Aside a small cassette run of 2014 EP ‘Green Plastic’, New Orleans-based artist and producer Melissa Guion emerged from as near nowhere as any musician can these days with debut LP ‘Precious Systems’. One of 2016’s standout records, ‘Precious Systems’ revelled in its own dark, propulsive ambience – a tug of war going on between nature-evocating drones and drum-machine led industrialism – and deservedly popped up in several end of year lists.

Guion has toured as MJ Guider since, including sets at 2019’s much-lauded Roadburn Festival both with her own live band and alongside metal group Thou – so ‘Sour Cherry Bell’ doesn’t quite come out of the blue in the same way as its predecessor. Even so, there is a sense that the artist has once again quietly stepped out from the shadows to deliver this, her second record – apt for someone whose music has an absorbing habit of unfurling before the listener into full bloom from seemingly nothing,

There are some Cocteau Twins comparisons to be made, sure, so let’s get them out the way. In the rare interviews that she’s given, Guion herself has admitted a debt to the dream-pop trio, and the album title and a couple of the song titles alone.

‘Cherry Bell Blacktop’; ‘Sourbell’ – wouldn’t raise an eyebrow if doctored onto the Heaven or Las Vegas track list. However, she also shares a couple more hard-to-come-by attributes with Liz Fraser et al: an ability to draw out melody from the distorted, sometimes abrasive swirl of sound she’s surrounded herself in; and a way of weighting her vocal with a heart-tugging emotion, even when largely used as an instrument. Guion is also, thankfully, far more than this shorthand comparison.

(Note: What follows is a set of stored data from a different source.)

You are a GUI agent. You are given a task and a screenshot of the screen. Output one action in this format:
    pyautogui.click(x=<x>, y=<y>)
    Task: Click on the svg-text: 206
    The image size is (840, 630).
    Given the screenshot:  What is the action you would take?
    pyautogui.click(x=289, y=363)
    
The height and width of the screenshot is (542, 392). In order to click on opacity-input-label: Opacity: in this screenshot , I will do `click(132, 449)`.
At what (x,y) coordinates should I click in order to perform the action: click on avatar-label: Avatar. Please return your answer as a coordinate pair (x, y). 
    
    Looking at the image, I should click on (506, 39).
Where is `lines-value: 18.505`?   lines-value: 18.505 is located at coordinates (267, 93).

Too much concealment, or an attempt to make something a blank slate for the listener to project upon, runs the risk of falling flat. ‘Sour Cherry Bell’, though, hooks you in from the off.

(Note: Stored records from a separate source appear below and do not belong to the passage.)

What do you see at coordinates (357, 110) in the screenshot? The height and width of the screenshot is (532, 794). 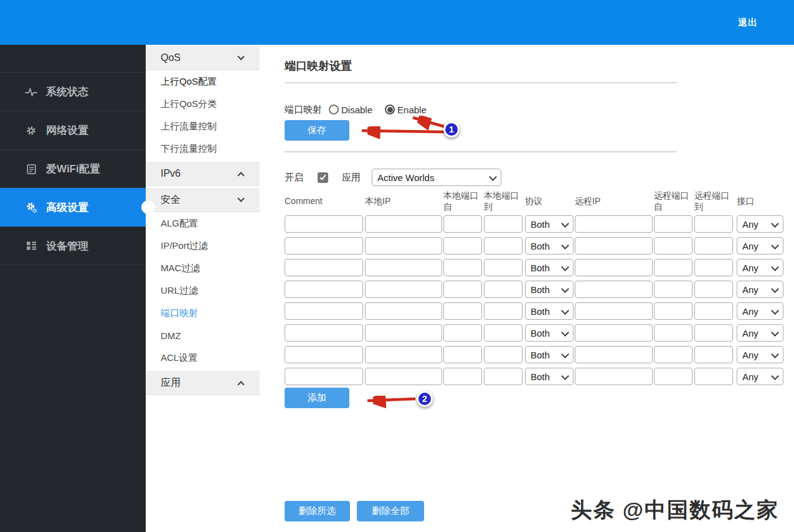 I see `disable-radio-label: Disable` at bounding box center [357, 110].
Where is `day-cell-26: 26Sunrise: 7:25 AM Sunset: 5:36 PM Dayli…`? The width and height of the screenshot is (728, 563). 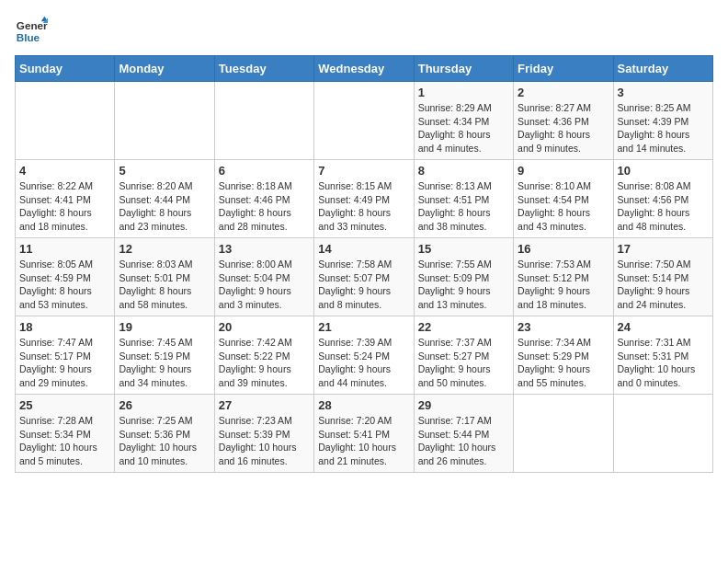
day-cell-26: 26Sunrise: 7:25 AM Sunset: 5:36 PM Dayli… is located at coordinates (165, 434).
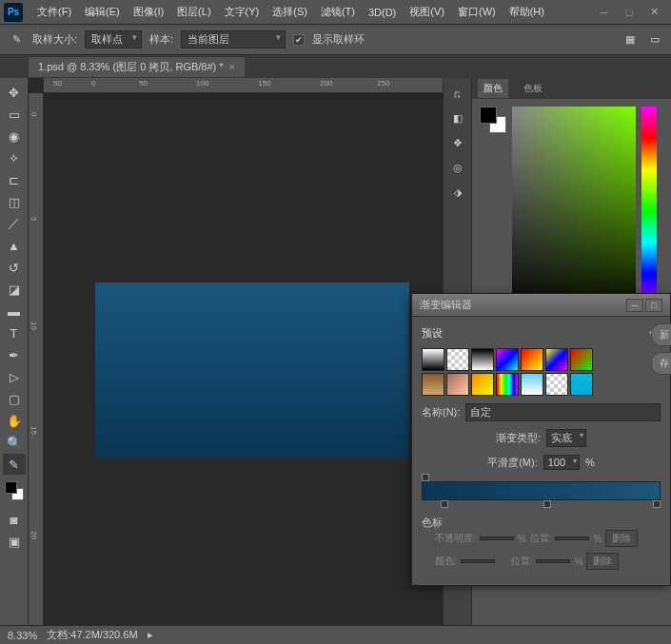  Describe the element at coordinates (23, 635) in the screenshot. I see `zoom-level: 8.33%` at that location.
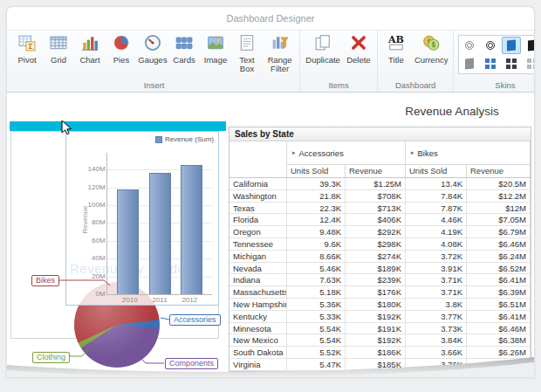 The image size is (541, 392). What do you see at coordinates (375, 244) in the screenshot?
I see `grid-cell: $298K` at bounding box center [375, 244].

Opener ‘Lowlight’ is a shimmering gothic lament. There are tracks like ‘The Steelyard’ which clatter and clang, as though mechanical billows working to power the roar of a great industrial furnace.

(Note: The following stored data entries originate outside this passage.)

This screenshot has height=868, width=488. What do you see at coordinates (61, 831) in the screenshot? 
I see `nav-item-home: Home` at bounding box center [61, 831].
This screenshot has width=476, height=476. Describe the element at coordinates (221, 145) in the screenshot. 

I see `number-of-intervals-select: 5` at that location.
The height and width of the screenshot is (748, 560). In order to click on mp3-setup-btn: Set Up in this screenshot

Something like ‘Body Optics’, meanwhile, leans heavily into dirgey drones and skittering electronics which sounds so far so Kranky Records (no bad thing mind); yet what marks it out is Guion’s voice, though obscured, singing sweetly tender melodies as though blissfully unaware of the falling detritus of noise around her. It’s followed up by the darkly exhilarating ‘Quiet Time’, which is anything but, as glottal machine percussion scythes through jarring synthetic loops and shudders, while Guion’s vocal battles to climb above it all.

Contrast that with ‘Perfect Interference’, which strips all the sequencing and layering away and leaves a vocal and piano at its root. It’s an illuminating track on ‘Sour Cherry Bell’, not just because of its relative calm, but also in the way it lifts the veil to show that it’s melody that’s at the heart of this record.

The album’s finale is Petrechoria, which acts as a final, breathy exhale of a coda, before it recoils and fades into silence. This time, I hope, MJ Guider won’t once again follow suit.